Social Mood Conference | Socionomics Foundation

Research

  • "Smart" Car

    [Article] Social Mood Governs Speed Limits, Auto Design, and Traffic Fatality Levels

    Euan Wilson takes the wheel and drives right to the heart of how social mood affects trends in auto design, driving habits, and even your safety on the road in this issue of the Socionomist.

     
  • [Article] The Wave Principle Delineates Phases of Social Caution and Ebullience

    [Article] The Wave Principle Delineates Phases of Social Caution and Ebullience

    This multi-decade study sketches a broad guide for anticipating phases in wealth-related social action. Robert Prechter and Alan Hall team up to discuss how four cyclical phases of social psychology influence attitudes on tax rates, financial regulation, relative financial wages, credit market debt, and wealth inequality.

     
  • gun shooting bullet, 9 mm

    [Article] Murder and the Market

    Along with reintroduction of Robert Prechter’s socionomic theory of how society creates serial killers and when they are most likely to strike, contributing writer, Professor Ken Olson, disentangles the relationship between murder rates and the stock market.

     
  • [Article] The Coming Collapse of the Marijuana Prohibition

    [Article] The Coming Collapse of the Marijuana Prohibition

    History shows that mood governs society’s tolerance for recreational drugs. A rising social mood produces prohibition of substances such as alcohol and marijuana; a falling mood produces tolerance and relaxed regulation. In the case of alcohol, the path from prohibition to decriminalization became littered with corruption and violence as the government waged a failed war on traffickers. Eventually, as mood continued to sour, the government finally capitulated to public cries for decriminalization as a means to end the corruption and bloodshed.

     
  • [Article] A Socionomic View of Epidemic Disease

    [Article] A Socionomic View of Epidemic Disease

    Negative social mood increases stress and disrupts routines, sanitation, households, social relationships, and, ultimately, human immunity.

     
  • [Article] Sky High Construction? Not in Saudi Arabia or Dubai

    [Article] Sky High Construction? Not in Saudi Arabia or Dubai

    Commonly referred to as the Skyscraper Indicator, this study examines why impressive construction projects tend to start right after major peaks in social mood.

     
  • [Article] A Socionomic View of Epidemic Disease

    [Article] A Socionomic View of Epidemic Disease

    It’s widely believed that epidemics make people fearful, but as you will see in this report, socionomic causality better explains the data, which show that fearful people are more susceptible to epidemics.

     
  • [Article] A Socionomic Study of Epidemic Disease

    [Article] A Socionomic Study of Epidemic Disease

    Alan Hall’s two-part in-depth study, “A Socionomic Study of Epidemic Disease,” shows how negative social mood establishes conditions precipitating outbreaks of epidemic diseases. Part 1 explores a 600-year history of diseases in bear markets and how society becomes vulnerable. Part 2 focuses on the psychological and physiological mechanisms by which negative social mood compromises human immunity, charts illustrating the timing and similarity of epidemics to financial manias and more potential threats on the horizon.

     
  • [Article] The New Global Bull Market in Socialism

    [Article] The New Global Bull Market in Socialism

    Extremes in negative social mood portend a rise in socialist literature and a desire for the power over people.

     
  • The Financial/Economic Dichotomy in Social Behavioral Dynamics

    The Financial/Economic Dichotomy in Social Behavioral Dynamics

    This landmark paper by Robert Prechter and Wayne Parker, PhD., proposes a new model of finance.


Your task>
All the data below should be printed again without a single difference.

____________________

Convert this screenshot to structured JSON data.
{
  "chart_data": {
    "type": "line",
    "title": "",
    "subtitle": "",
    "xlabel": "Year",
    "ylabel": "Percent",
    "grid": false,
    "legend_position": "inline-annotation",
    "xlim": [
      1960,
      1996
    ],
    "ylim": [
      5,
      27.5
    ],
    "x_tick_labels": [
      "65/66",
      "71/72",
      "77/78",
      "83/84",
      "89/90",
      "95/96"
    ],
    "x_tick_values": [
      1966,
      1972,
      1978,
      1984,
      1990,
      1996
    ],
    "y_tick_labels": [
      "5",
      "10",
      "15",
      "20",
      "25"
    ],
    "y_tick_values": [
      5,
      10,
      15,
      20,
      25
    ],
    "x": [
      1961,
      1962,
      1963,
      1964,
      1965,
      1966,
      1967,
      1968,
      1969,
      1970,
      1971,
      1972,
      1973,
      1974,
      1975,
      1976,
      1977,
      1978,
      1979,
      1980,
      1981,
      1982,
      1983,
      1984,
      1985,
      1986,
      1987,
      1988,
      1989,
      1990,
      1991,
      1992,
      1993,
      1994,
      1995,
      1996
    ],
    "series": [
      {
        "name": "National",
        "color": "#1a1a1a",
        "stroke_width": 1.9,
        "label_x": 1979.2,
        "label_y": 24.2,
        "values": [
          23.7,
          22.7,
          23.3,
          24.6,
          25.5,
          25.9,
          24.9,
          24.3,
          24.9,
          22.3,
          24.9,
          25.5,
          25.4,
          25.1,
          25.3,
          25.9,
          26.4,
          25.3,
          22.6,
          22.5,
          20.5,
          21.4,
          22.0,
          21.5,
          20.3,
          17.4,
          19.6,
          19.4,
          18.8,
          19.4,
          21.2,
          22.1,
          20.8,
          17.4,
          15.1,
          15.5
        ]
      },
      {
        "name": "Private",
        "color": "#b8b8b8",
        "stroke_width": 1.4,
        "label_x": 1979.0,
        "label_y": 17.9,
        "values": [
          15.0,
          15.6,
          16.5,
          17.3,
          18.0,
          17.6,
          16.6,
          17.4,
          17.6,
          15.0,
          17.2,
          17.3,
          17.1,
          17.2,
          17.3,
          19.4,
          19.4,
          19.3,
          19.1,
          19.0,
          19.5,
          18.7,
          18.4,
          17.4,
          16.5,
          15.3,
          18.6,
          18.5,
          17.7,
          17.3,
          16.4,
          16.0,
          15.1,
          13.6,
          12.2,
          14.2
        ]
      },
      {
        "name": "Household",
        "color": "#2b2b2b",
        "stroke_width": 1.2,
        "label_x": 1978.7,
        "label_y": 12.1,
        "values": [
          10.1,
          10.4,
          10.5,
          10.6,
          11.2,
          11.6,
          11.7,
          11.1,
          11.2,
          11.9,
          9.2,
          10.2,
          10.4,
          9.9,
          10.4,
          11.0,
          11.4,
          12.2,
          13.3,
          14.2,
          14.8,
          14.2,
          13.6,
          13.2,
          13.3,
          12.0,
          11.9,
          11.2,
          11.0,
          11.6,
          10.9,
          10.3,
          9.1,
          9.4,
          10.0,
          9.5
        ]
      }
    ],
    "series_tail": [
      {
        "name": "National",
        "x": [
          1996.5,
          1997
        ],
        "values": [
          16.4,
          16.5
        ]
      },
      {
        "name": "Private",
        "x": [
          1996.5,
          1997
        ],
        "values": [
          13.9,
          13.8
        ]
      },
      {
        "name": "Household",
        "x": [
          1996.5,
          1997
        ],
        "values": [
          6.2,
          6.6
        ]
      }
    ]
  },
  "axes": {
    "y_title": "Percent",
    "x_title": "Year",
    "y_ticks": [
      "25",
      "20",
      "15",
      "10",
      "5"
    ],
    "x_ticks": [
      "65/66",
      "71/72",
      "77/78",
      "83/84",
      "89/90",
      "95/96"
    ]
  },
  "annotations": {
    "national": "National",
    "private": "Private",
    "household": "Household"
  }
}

____________________

Solution to the problem>
Convert this screenshot to structured JSON data.
{
  "chart_data": {
    "type": "line",
    "title": "",
    "subtitle": "",
    "xlabel": "Year",
    "ylabel": "Percent",
    "grid": false,
    "legend_position": "inline-annotation",
    "xlim": [
      1960,
      1996
    ],
    "ylim": [
      5,
      27.5
    ],
    "x_tick_labels": [
      "65/66",
      "71/72",
      "77/78",
      "83/84",
      "89/90",
      "95/96"
    ],
    "x_tick_values": [
      1966,
      1972,
      1978,
      1984,
      1990,
      1996
    ],
    "y_tick_labels": [
      "5",
      "10",
      "15",
      "20",
      "25"
    ],
    "y_tick_values": [
      5,
      10,
      15,
      20,
      25
    ],
    "x": [
      1961,
      1962,
      1963,
      1964,
      1965,
      1966,
      1967,
      1968,
      1969,
      1970,
      1971,
      1972,
      1973,
      1974,
      1975,
      1976,
      1977,
      1978,
      1979,
      1980,
      1981,
      1982,
      1983,
      1984,
      1985,
      1986,
      1987,
      1988,
      1989,
      1990,
      1991,
      1992,
      1993,
      1994,
      1995,
      1996
    ],
    "series": [
      {
        "name": "National",
        "color": "#1a1a1a",
        "stroke_width": 1.9,
        "label_x": 1979.2,
        "label_y": 24.2,
        "values": [
          23.7,
          22.7,
          23.3,
          24.6,
          25.5,
          25.9,
          24.9,
          24.3,
          24.9,
          22.3,
          24.9,
          25.5,
          25.4,
          25.1,
          25.3,
          25.9,
          26.4,
          25.3,
          22.6,
          22.5,
          20.5,
          21.4,
          22.0,
          21.5,
          20.3,
          17.4,
          19.6,
          19.4,
          18.8,
          19.4,
          21.2,
          22.1,
          20.8,
          17.4,
          15.1,
          15.5
        ]
      },
      {
        "name": "Private",
        "color": "#b8b8b8",
        "stroke_width": 1.4,
        "label_x": 1979.0,
        "label_y": 17.9,
        "values": [
          15.0,
          15.6,
          16.5,
          17.3,
          18.0,
          17.6,
          16.6,
          17.4,
          17.6,
          15.0,
          17.2,
          17.3,
          17.1,
          17.2,
          17.3,
          19.4,
          19.4,
          19.3,
          19.1,
          19.0,
          19.5,
          18.7,
          18.4,
          17.4,
          16.5,
          15.3,
          18.6,
          18.5,
          17.7,
          17.3,
          16.4,
          16.0,
          15.1,
          13.6,
          12.2,
          14.2
        ]
      },
      {
        "name": "Household",
        "color": "#2b2b2b",
        "stroke_width": 1.2,
        "label_x": 1978.7,
        "label_y": 12.1,
        "values": [
          10.1,
          10.4,
          10.5,
          10.6,
          11.2,
          11.6,
          11.7,
          11.1,
          11.2,
          11.9,
          9.2,
          10.2,
          10.4,
          9.9,
          10.4,
          11.0,
          11.4,
          12.2,
          13.3,
          14.2,
          14.8,
          14.2,
          13.6,
          13.2,
          13.3,
          12.0,
          11.9,
          11.2,
          11.0,
          11.6,
          10.9,
          10.3,
          9.1,
          9.4,
          10.0,
          9.5
        ]
      }
    ],
    "series_tail": [
      {
        "name": "National",
        "x": [
          1996.5,
          1997
        ],
        "values": [
          16.4,
          16.5
        ]
      },
      {
        "name": "Private",
        "x": [
          1996.5,
          1997
        ],
        "values": [
          13.9,
          13.8
        ]
      },
      {
        "name": "Household",
        "x": [
          1996.5,
          1997
        ],
        "values": [
          6.2,
          6.6
        ]
      }
    ]
  },
  "axes": {
    "y_title": "Percent",
    "x_title": "Year",
    "y_ticks": [
      "25",
      "20",
      "15",
      "10",
      "5"
    ],
    "x_ticks": [
      "65/66",
      "71/72",
      "77/78",
      "83/84",
      "89/90",
      "95/96"
    ]
  },
  "annotations": {
    "national": "National",
    "private": "Private",
    "household": "Household"
  }
}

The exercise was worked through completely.